20) City of Sinners by A A Dhand
I’ve only read one of the Harry Virdee series by A A Dhand (Girl Zero) but I enjoyed it, and I enjoyed this one even more. We are back in Bradford, and this starts with a punch: a woman strung up with barbed wire in a bookshop in the centre of the city – and a gruesome post-mortem to follow. It becomes clear very rapidly that this is personal to Virdee, although it’s difficult to gauge why it’s happening, and therefore who is behind it. Soon one murder has turned into several, and we are knee-deep in a complex and emotional police procedural.
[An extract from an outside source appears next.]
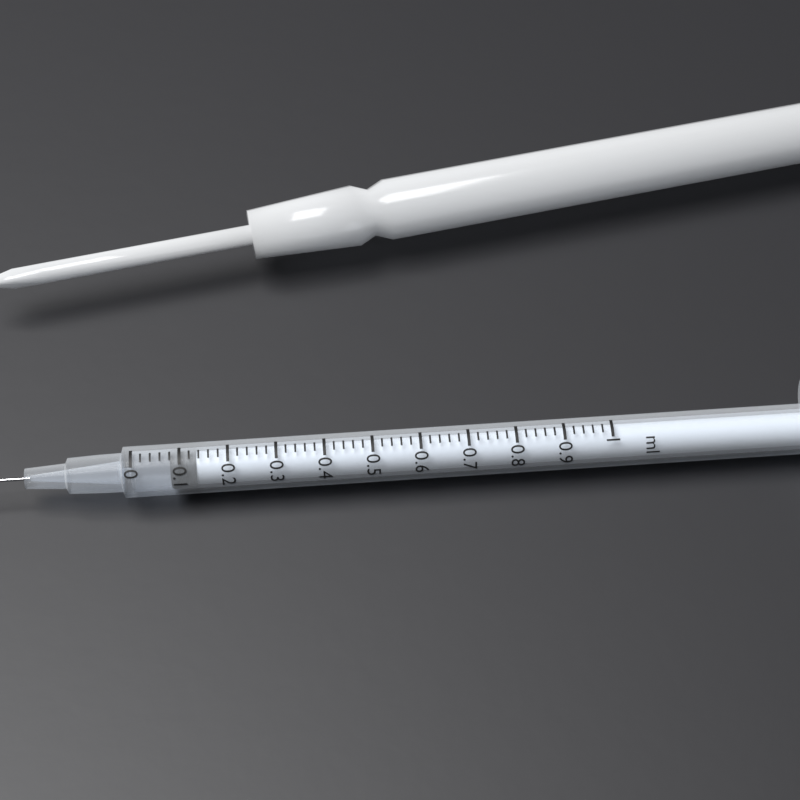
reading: 0.08 ml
What elevates this one is the exploration of the family and religious dynamics in Harry’s own family – he is a Sikh married to a Muslim, and has been ostracised by his father as a result; but his father ends up in the hospital with an illness….which brings him into contact with the daughter-in-law he has pledged to despise. It’s a sub-plot that resonates with the main serial killer narrative, and adds depth and strength to the characterisation.
As ever, Harry is unafraid to bend the rules to protect his family – and to get a result, and the plot picks up pace (if slight far-fetchedness) to that effect as the book goes on. That makes it a genuinely suspenseful and thrilling climax to a well-above-average crime novel. It’s a series I’m going to keep going with, and which I recommend highly.